The final installment of this story going on this blog.



Chapter 2

The world was upside down. At the same time, though, it didn’t seem like it was upside down. I used to think that when you were upside down, something inside you still explained calmly to you which way was up and which way was down. In most circumstances, it does. Like on the monkey bars. The blood rushing to your head also helps. But I realized that this is not always the case, like being in a rolling car. Then everything just gets confusing. All of your surroundings are in normal orientation, it’s only when you look outside that you realize the trees have been planted in the sky and someone took the ground away.

In a rolling car, you’d expect things to be happening too quickly to notice such things. But it wasn’t. Well, actually, it was until it wasn’t. Let me start from the beginning.

We were on a lonely two-lane highway. The roads were slick. Not rain slick, black ice slick. My mom was driving. We hit a patch and our car started drifting into the other lane. Usually, this would be a horrible problem, as I said, it was a lonely road. But there was a car coming, and it was way too close for comfort. Mom overcorrected and we spun off the road, flipping hardcore. We hit the ground once, the roof smashing into the ground, before we were airborne again. That’s when everything slowed down. I was going to die. I knew it. People say who suffer near death experiences always talk about weird things happening. I heard things tended to slow down, but I didn’t know that when they said slow down, they meant standstill. I also didn’t know that the whole slowing thing only happened to the things around me. I was thinking clearly and perfectly able to turn my head and look around me.

When I did, I wished I hadn’t. My mom’s short golden hair was sticking up, or is it down, mane-like. Her arms hung loosely, resting against the roof that was now smashed in enough to make me curl my head toward my chest to avoid touching it. I couldn’t see an injury, but in the few seconds that had passed since our car said adieu to the road, she was covered in lots of blood.

Maybe I was dead and that was my blood on her. I looked down at my shirt, a white blouse, of course, it was dabbed in little spots of red, but I couldn’t tell if there was any hurt.

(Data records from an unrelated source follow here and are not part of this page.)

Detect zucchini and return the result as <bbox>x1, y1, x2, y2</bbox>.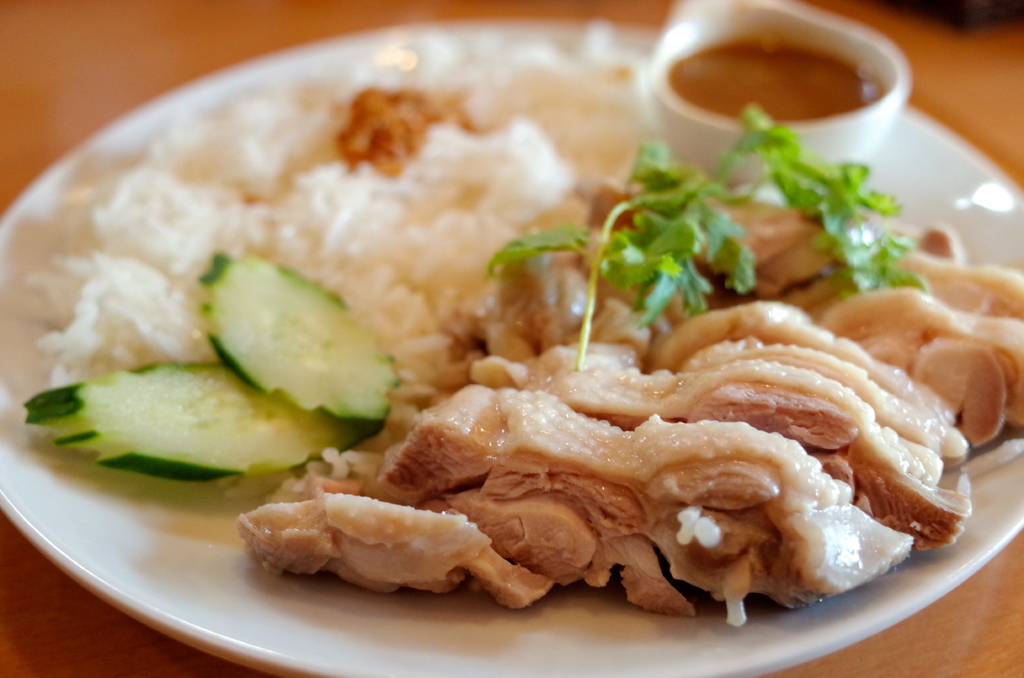
<bbox>4, 351, 383, 490</bbox>.
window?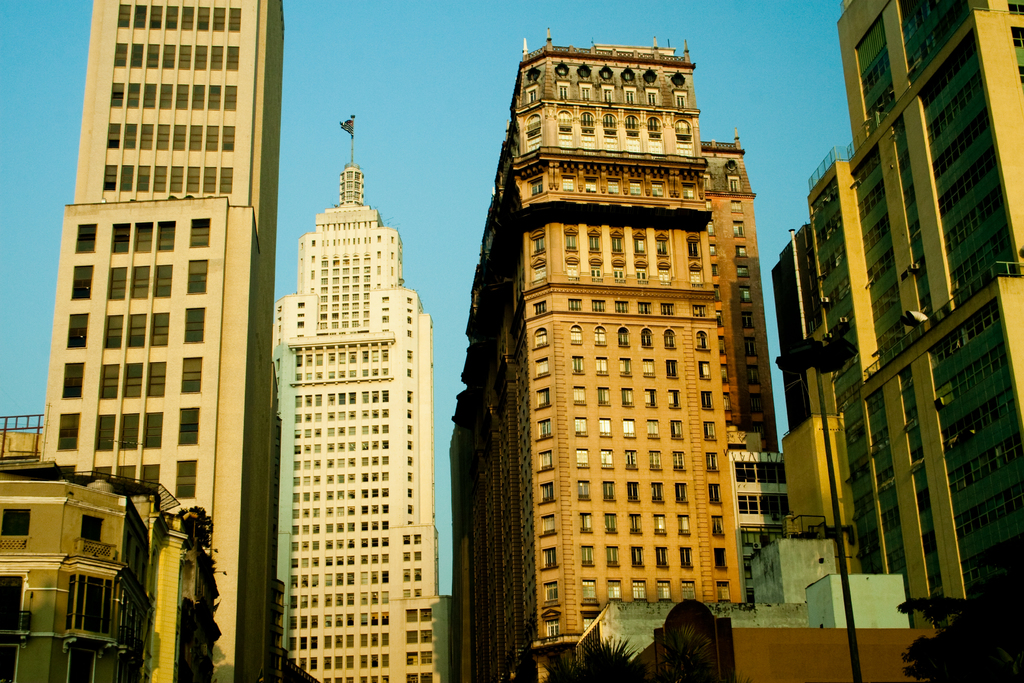
{"left": 111, "top": 226, "right": 129, "bottom": 252}
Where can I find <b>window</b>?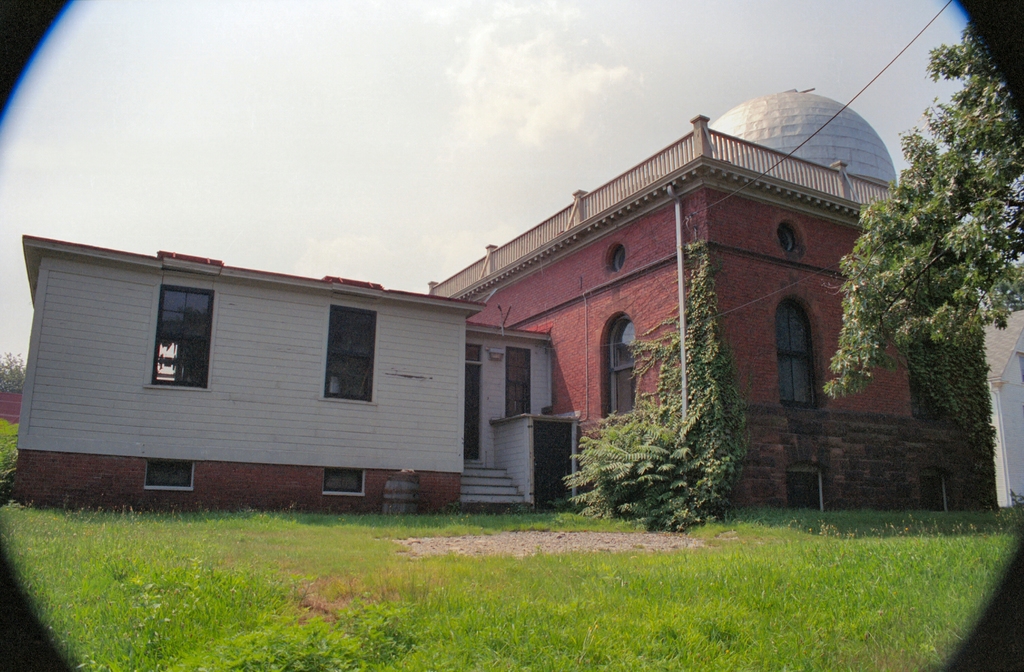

The car was still spinning, though slowly. It landed on its wheels, bouncing a little as normal gravity resumed, and came to a rest. There would be no more spinning.

I looked at my mom. A spider web of cracks spread across the half of her window that was remaining. There was so much blood. I tried to open my door, but it wouldn’t budge. I had to get out. I kicked at it, screaming.

Someone’s face appeared looking in at me from the other side of the window. The next moment, the door was gone, as in, completely gone from the car. I wasn’t in my right mind enough to think about it. I tried to get out, but my seatbelt stopped me. I fumbled with it but was having trouble getting my fingers to work. It clicked and I was free.

The stranger was pulling me from the car. His eyes roamed over my body, looking for injuries. “I—No—Me—My mom!” I choked out. So much blood.

The stranger looked past me at my mother. “She’s gone,” he whispered hoarse.

Something about this man looked familiar. He was my age. Did he go to my high school?

The slight familiarity was all I needed. I wrapped my arms around his chest and sobbed.